Like many big-budget albums of the last years of the 2000s, Mariah Carey's Memoirs of an Imperfect Angel faced shifting release dates, all as the final product was tweaked in light of disappointing reactions to early singles, particularly the Eminem-baiting "Obsessed." Unlike many of those big-budget albums, including several made by Mariah herself, Memoirs isn't the product of a stable of producers and collaborators; it is almost entirely the work of The-Dream and Tricky Stewart, the team best known for their tracks for Rihanna.
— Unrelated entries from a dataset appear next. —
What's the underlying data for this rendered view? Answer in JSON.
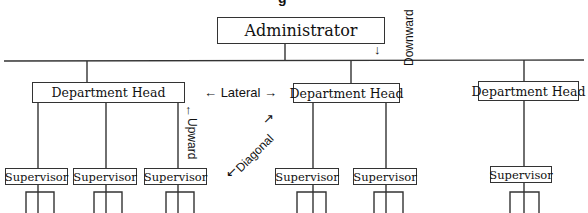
{
  "title_fragment": "g",
  "administrator": {
    "label": "Administrator"
  },
  "department_heads": [
    {
      "label": "Department Head"
    },
    {
      "label": "Department Head"
    },
    {
      "label": "Department Head"
    }
  ],
  "supervisors": [
    {
      "label": "Supervisor"
    },
    {
      "label": "Supervisor"
    },
    {
      "label": "Supervisor"
    },
    {
      "label": "Supervisor"
    },
    {
      "label": "Supervisor"
    },
    {
      "label": "Supervisor"
    }
  ],
  "flows": {
    "downward": "Downward",
    "upward": "Upward",
    "lateral": "Lateral",
    "diagonal": "Diagonal"
  },
  "arrows": {
    "left": "←",
    "right": "→",
    "up": "↑",
    "down": "↓",
    "up_right": "↗",
    "down_left": "↙"
  },
  "colors": {
    "line": "#333333",
    "text": "#111111",
    "background": "#ffffff"
  }
}
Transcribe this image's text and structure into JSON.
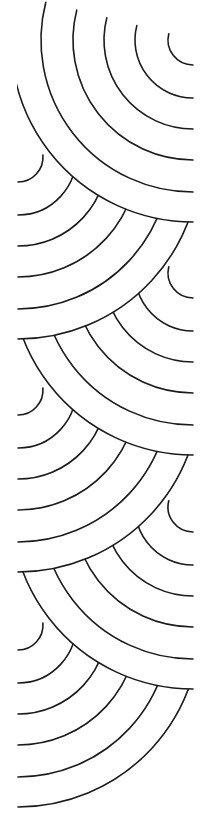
{
  "image": {
    "description": "Decorative seigaiha-style scalloped line pattern strip",
    "width": 214,
    "height": 832,
    "background": "#ffffff",
    "stroke_color": "#1a1a1a"
  },
  "pattern": {
    "right_center_x": 193,
    "left_center_x": 18,
    "radii": [
      25,
      58,
      89,
      120,
      152,
      182
    ],
    "sets": [
      {
        "side": "right",
        "cy": 40
      },
      {
        "side": "left",
        "cy": 157
      },
      {
        "side": "right",
        "cy": 273
      },
      {
        "side": "left",
        "cy": 390
      },
      {
        "side": "right",
        "cy": 507
      },
      {
        "side": "left",
        "cy": 625
      }
    ]
  }
}
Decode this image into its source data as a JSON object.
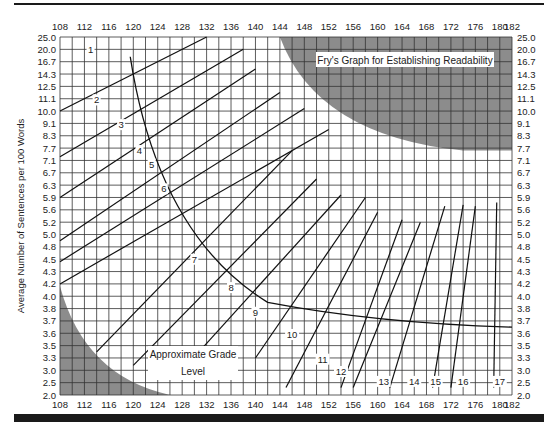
{
  "chart_data": {
    "type": "line",
    "title": "Fry's Graph for Establishing Readability",
    "xlabel": "Average Number of Syllables per 100 Words",
    "ylabel": "Average Number of Sentences per 100 Words",
    "annotation": [
      "Approximate Grade",
      "Level"
    ],
    "x_ticks": [
      108,
      112,
      116,
      120,
      124,
      128,
      132,
      136,
      140,
      144,
      148,
      152,
      156,
      160,
      164,
      168,
      172,
      176,
      180,
      182
    ],
    "y_ticks": [
      "25.0",
      "20.0",
      "16.7",
      "14.3",
      "12.5",
      "11.1",
      "10.0",
      "9.1",
      "8.3",
      "7.7",
      "7.1",
      "6.7",
      "6.3",
      "5.9",
      "5.6",
      "5.2",
      "5.0",
      "4.8",
      "4.5",
      "4.3",
      "4.2",
      "4.0",
      "3.8",
      "3.7",
      "3.6",
      "3.5",
      "3.3",
      "3.0",
      "2.5",
      "2.0"
    ],
    "xlim": [
      108,
      182
    ],
    "grid": true,
    "grid_x_step": 2,
    "grade_lines": [
      {
        "grade": "1",
        "x1": 108,
        "y1": 6.0,
        "x2": 132,
        "y2": 0
      },
      {
        "grade": "2",
        "x1": 108,
        "y1": 9.7,
        "x2": 138,
        "y2": 1.0
      },
      {
        "grade": "3",
        "x1": 108,
        "y1": 13.0,
        "x2": 140,
        "y2": 2.6
      },
      {
        "grade": "4",
        "x1": 108,
        "y1": 16.5,
        "x2": 144,
        "y2": 4.5
      },
      {
        "grade": "5",
        "x1": 108,
        "y1": 18.2,
        "x2": 148,
        "y2": 5.8
      },
      {
        "grade": "6",
        "x1": 108,
        "y1": 20.0,
        "x2": 152,
        "y2": 7.5
      },
      {
        "grade": "7",
        "x1": 114,
        "y1": 25.5,
        "x2": 146,
        "y2": 9.2
      },
      {
        "grade": "8",
        "x1": 120,
        "y1": 26.6,
        "x2": 150,
        "y2": 11.5
      },
      {
        "grade": "9",
        "x1": 128,
        "y1": 27.0,
        "x2": 154,
        "y2": 12.8
      },
      {
        "grade": "10",
        "x1": 140,
        "y1": 26.0,
        "x2": 158,
        "y2": 13.0
      },
      {
        "grade": "11",
        "x1": 145,
        "y1": 28.4,
        "x2": 160,
        "y2": 14.2
      },
      {
        "grade": "12",
        "x1": 154,
        "y1": 28.4,
        "x2": 164,
        "y2": 14.8
      },
      {
        "grade": "13",
        "x1": 156,
        "y1": 28.4,
        "x2": 167,
        "y2": 15.0
      },
      {
        "grade": "14",
        "x1": 162,
        "y1": 28.4,
        "x2": 171,
        "y2": 13.7
      },
      {
        "grade": "15",
        "x1": 169,
        "y1": 28.4,
        "x2": 174,
        "y2": 13.6
      },
      {
        "grade": "16",
        "x1": 172,
        "y1": 28.4,
        "x2": 176,
        "y2": 13.7
      },
      {
        "grade": "17",
        "x1": 179,
        "y1": 28.4,
        "x2": 179.5,
        "y2": 13.4
      }
    ],
    "grade_labels": [
      {
        "text": "1",
        "x": 113,
        "row": 1.2
      },
      {
        "text": "2",
        "x": 114,
        "row": 5.3
      },
      {
        "text": "3",
        "x": 118,
        "row": 7.3
      },
      {
        "text": "4",
        "x": 121,
        "row": 9.4
      },
      {
        "text": "5",
        "x": 123,
        "row": 10.5
      },
      {
        "text": "6",
        "x": 125,
        "row": 12.5
      },
      {
        "text": "7",
        "x": 130,
        "row": 18.2
      },
      {
        "text": "8",
        "x": 136,
        "row": 20.5
      },
      {
        "text": "9",
        "x": 140,
        "row": 22.5
      },
      {
        "text": "10",
        "x": 146,
        "row": 24.3
      },
      {
        "text": "11",
        "x": 151,
        "row": 26.3
      },
      {
        "text": "12",
        "x": 154,
        "row": 27.3
      },
      {
        "text": "13",
        "x": 161,
        "row": 28.1
      },
      {
        "text": "14",
        "x": 166,
        "row": 28.1
      },
      {
        "text": "15",
        "x": 169.5,
        "row": 28.1
      },
      {
        "text": "16",
        "x": 174,
        "row": 28.1
      },
      {
        "text": "17",
        "x": 180,
        "row": 28.1
      }
    ],
    "legend_position": "top-right inside",
    "shaded_regions": [
      "top-right (invalid)",
      "bottom-left (invalid)"
    ]
  },
  "labels": {
    "title": "Fry's Graph for Establishing Readability",
    "ylabel": "Average Number of Sentences per 100 Words",
    "grade_annotation_line1": "Approximate Grade",
    "grade_annotation_line2": "Level"
  }
}
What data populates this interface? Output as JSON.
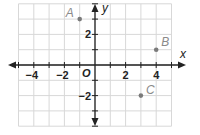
{
  "chart_data": {
    "type": "scatter",
    "title": "",
    "xlabel": "x",
    "ylabel": "y",
    "origin_label": "O",
    "xlim": [
      -5,
      5
    ],
    "ylim": [
      -4,
      4
    ],
    "grid": true,
    "x_ticks": [
      -4,
      -2,
      2,
      4
    ],
    "y_ticks": [
      2,
      -2
    ],
    "x_tick_labels": [
      "−4",
      "−2",
      "2",
      "4"
    ],
    "y_tick_labels": [
      "2",
      "−2"
    ],
    "points": [
      {
        "label": "A",
        "x": -1,
        "y": 3
      },
      {
        "label": "B",
        "x": 4,
        "y": 1
      },
      {
        "label": "C",
        "x": 3,
        "y": -2
      }
    ],
    "colors": {
      "grid": "#d8d8d8",
      "axis": "#222222",
      "point": "#7a7a7a",
      "point_label": "#8a8a8a"
    }
  }
}
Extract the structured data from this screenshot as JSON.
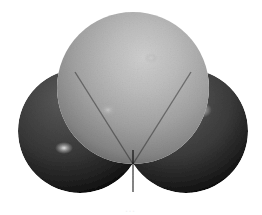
{
  "figure": {
    "kind": "space-filling-molecular-model",
    "background_color": "#ffffff",
    "width": 262,
    "height": 215,
    "caption_remnant": "…"
  },
  "atoms": [
    {
      "id": "atom-central-top",
      "label": "central atom",
      "role": "central",
      "position": "top-center",
      "center_x": 133,
      "center_y": 88,
      "radius": 76,
      "shade": "light-gray",
      "base_color": "#9a9a9a",
      "highlight_color": "#c9c9c9",
      "shadow_color": "#5e5e5e",
      "highlight_x": 150,
      "highlight_y": 55,
      "specular_points": [
        {
          "x": 151,
          "y": 58,
          "rx": 7,
          "ry": 5,
          "color": "#bdbdbd"
        },
        {
          "x": 108,
          "y": 110,
          "rx": 9,
          "ry": 7,
          "color": "#b4b4b4"
        }
      ]
    },
    {
      "id": "atom-left",
      "label": "left terminal atom",
      "role": "terminal",
      "position": "bottom-left",
      "center_x": 80,
      "center_y": 131,
      "radius": 62,
      "shade": "dark-gray",
      "base_color": "#3a3a3a",
      "highlight_color": "#565656",
      "shadow_color": "#0c0c0c",
      "highlight_x": 64,
      "highlight_y": 104,
      "specular_points": [
        {
          "x": 64,
          "y": 148,
          "rx": 9,
          "ry": 6,
          "color": "#d8d8d8"
        }
      ]
    },
    {
      "id": "atom-right",
      "label": "right terminal atom",
      "role": "terminal",
      "position": "bottom-right",
      "center_x": 186,
      "center_y": 131,
      "radius": 62,
      "shade": "dark-gray",
      "base_color": "#3f3f3f",
      "highlight_color": "#5c5c5c",
      "shadow_color": "#0c0c0c",
      "highlight_x": 172,
      "highlight_y": 104,
      "specular_points": [
        {
          "x": 201,
          "y": 110,
          "rx": 11,
          "ry": 8,
          "color": "#d0d0d0"
        },
        {
          "x": 163,
          "y": 147,
          "rx": 8,
          "ry": 5,
          "color": "#d6d6d6"
        }
      ]
    }
  ],
  "palette": {
    "background": "#ffffff",
    "central_light": "#c9c9c9",
    "central_mid": "#9a9a9a",
    "central_dark": "#5e5e5e",
    "terminal_light": "#585858",
    "terminal_mid": "#363636",
    "terminal_dark": "#080808",
    "specular": "#e8e8e8"
  }
}
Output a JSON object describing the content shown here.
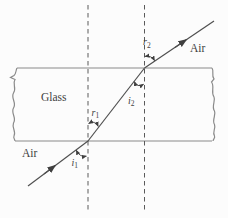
{
  "figure": {
    "background": "#fcfcfc",
    "ray_color": "#4f4f4f",
    "glass_edge_color": "#8a8a8a",
    "normal_style": "dashed",
    "labels": {
      "air_top": "Air",
      "air_bottom": "Air",
      "glass": "Glass",
      "angle_i1": {
        "base": "i",
        "sub": "1"
      },
      "angle_r1": {
        "base": "r",
        "sub": "1"
      },
      "angle_i2": {
        "base": "i",
        "sub": "2"
      },
      "angle_r2": {
        "base": "r",
        "sub": "2"
      }
    }
  }
}
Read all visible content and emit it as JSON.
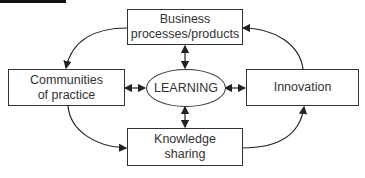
{
  "diagram": {
    "center": {
      "label": "LEARNING"
    },
    "nodes": [
      {
        "id": "business",
        "label_line1": "Business",
        "label_line2": "processes/products"
      },
      {
        "id": "communities",
        "label_line1": "Communities",
        "label_line2": "of practice"
      },
      {
        "id": "innovation",
        "label_line1": "Innovation"
      },
      {
        "id": "knowledge",
        "label_line1": "Knowledge",
        "label_line2": "sharing"
      }
    ],
    "edges": [
      {
        "from": "business",
        "to": "communities",
        "type": "curved-arrow"
      },
      {
        "from": "communities",
        "to": "knowledge",
        "type": "curved-arrow"
      },
      {
        "from": "knowledge",
        "to": "innovation",
        "type": "curved-arrow"
      },
      {
        "from": "innovation",
        "to": "business",
        "type": "curved-arrow"
      },
      {
        "from": "LEARNING",
        "to": "business",
        "type": "bidirectional"
      },
      {
        "from": "LEARNING",
        "to": "communities",
        "type": "bidirectional"
      },
      {
        "from": "LEARNING",
        "to": "innovation",
        "type": "bidirectional"
      },
      {
        "from": "LEARNING",
        "to": "knowledge",
        "type": "bidirectional"
      }
    ]
  }
}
Certainly, there are echoes of "Umbrella" to be heard on Memoirs, just as there are elements of the gauzy "Touch My Body," The-Dream and Tricky Stewart's previous single for Mariah, although working with mainly one set of producers does give Memoirs a cohesion that can sometimes lapse into sameness, but not in an unpleasant fashion.
Even if it doesn't smack of the confessional autobiography of the title, there's no denying that Memoirs is an album, not a collection of tracks, possessing its own flow and mood, which gives it a personality the slightly desperate E=MC2 lacked, even if it never manages to kick out a song that is all that distinctive on its own terms.
Nevertheless, what it also lacks is the pandering, heavy-handed sexuality Mariah has relied upon too heavily this decade -- and in doing so, it feels age appropriate in a way she hasn't in a long time, despite a collection of silly, jumbled lyrics.
All Memoirs needs to push it over the edge is a great pair of singles, and their absence does hurt the album a bit, but not enough to prevent it from being her most interesting album in a decade.